In her submission to MPs, she claims regardless of the type of work that requests funding, all who oppose MAID should not get subsidies for worker salaries. 

"If it is to mow the lawn, that work gives sustenance to the group’s harmful mandate and activities," penned the executive director.

According to an Angus Reid poll published last March, support for MAID fell from 56% to 31% when offered to people with irredeemable mental illness. Parliament hastily passed legislation in March 2023 to delay that expansion of MAID, which will enter into effect on March 17, 2024.

Most Canadians support Ottawa's first two iterations of the legislation that include those expected to die in the "reasonably foreseeable future" and those in "an advanced state of irreversible decline," excluding mental illness.

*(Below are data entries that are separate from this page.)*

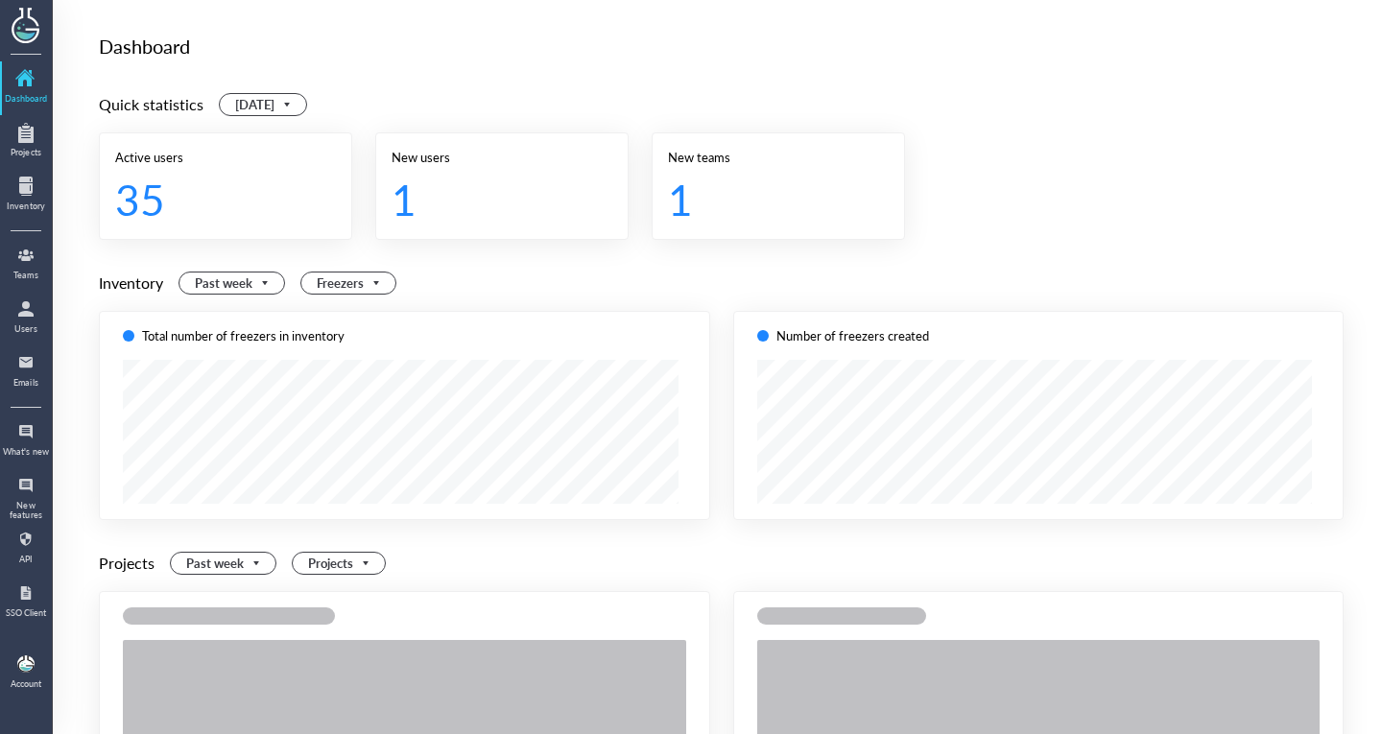 This screenshot has width=1382, height=734. What do you see at coordinates (26, 441) in the screenshot?
I see `a: What's new` at bounding box center [26, 441].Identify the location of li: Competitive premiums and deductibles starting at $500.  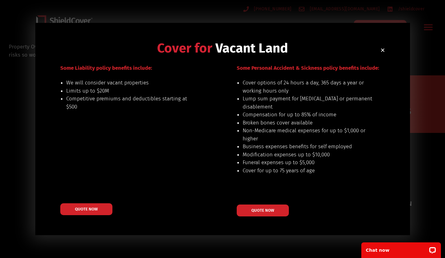
(131, 103).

According to Blacklock’s Reporter, Arthur also comes from the same group that successfully lobbied for the denial of funding to pro-life employers.

Since 2017, the Department of Employment required employers to proclaim "the right to access safe and legal abortions" by signing a government oath later struck by legal challenges.

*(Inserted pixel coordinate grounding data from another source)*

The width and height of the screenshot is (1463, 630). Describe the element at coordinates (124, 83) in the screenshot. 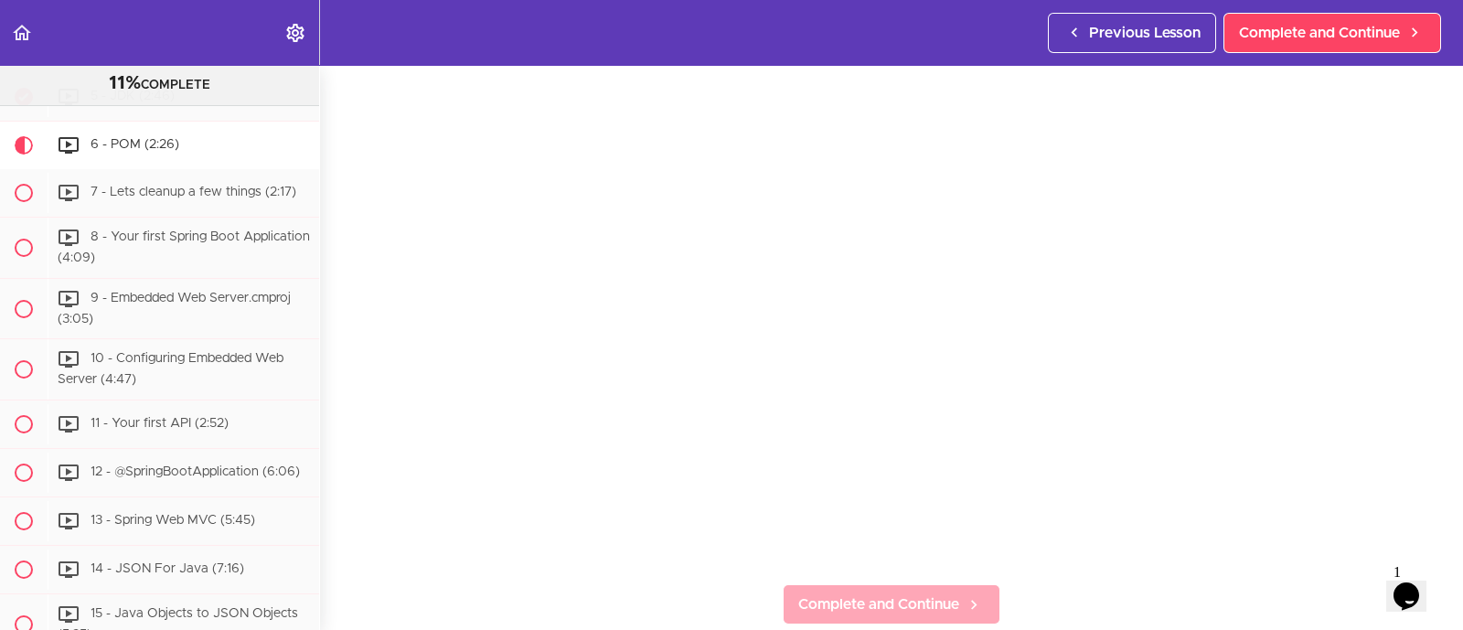

I see `span: 11%` at that location.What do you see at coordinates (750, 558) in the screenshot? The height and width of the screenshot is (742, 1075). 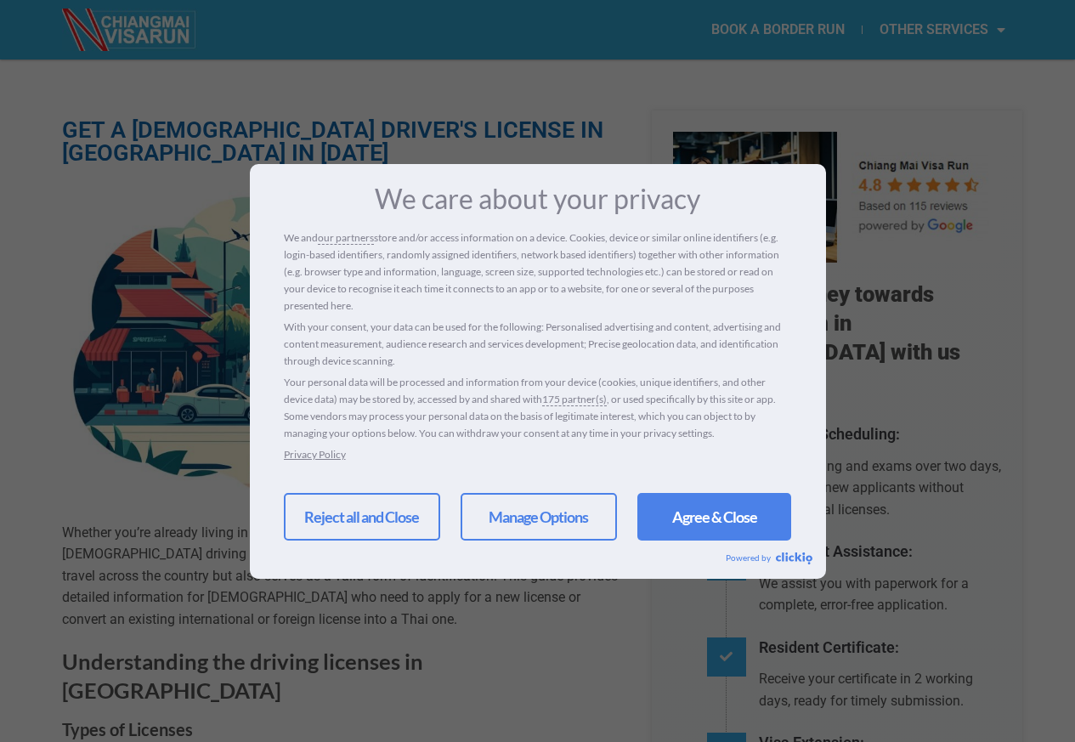 I see `span: Powered by` at bounding box center [750, 558].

Instead, the department chose to disqualify employers who "promote, foster or actively support intolerance, discrimination or prejudice," according to the Applicant Guide. The federal government did not define the terms, reported Blacklock’s Reporter.

"My understanding is the changes put in place in December 2018 still have the same basic effect as the original attestation," said Arthur. 

The Commons human resources committee is reviewing management of the Canada Summer Jobs programs. Christian employers continue to be disqualified regardless of the reasons they hire students, church petitioners earlier wrote MPs.

The closed-door values screening has earned widespread condemnation from the Evangelical Fellowship of Canada, who attributed its case-by-case assessment of applications to "ideological screening."

"We have heard from enough faith-based groups that we are concerned these are not just isolated incidents," they said.

The Canadian Centre for Christian Charities said it also had evidence of "different treatment for religious charities" compared to other employers.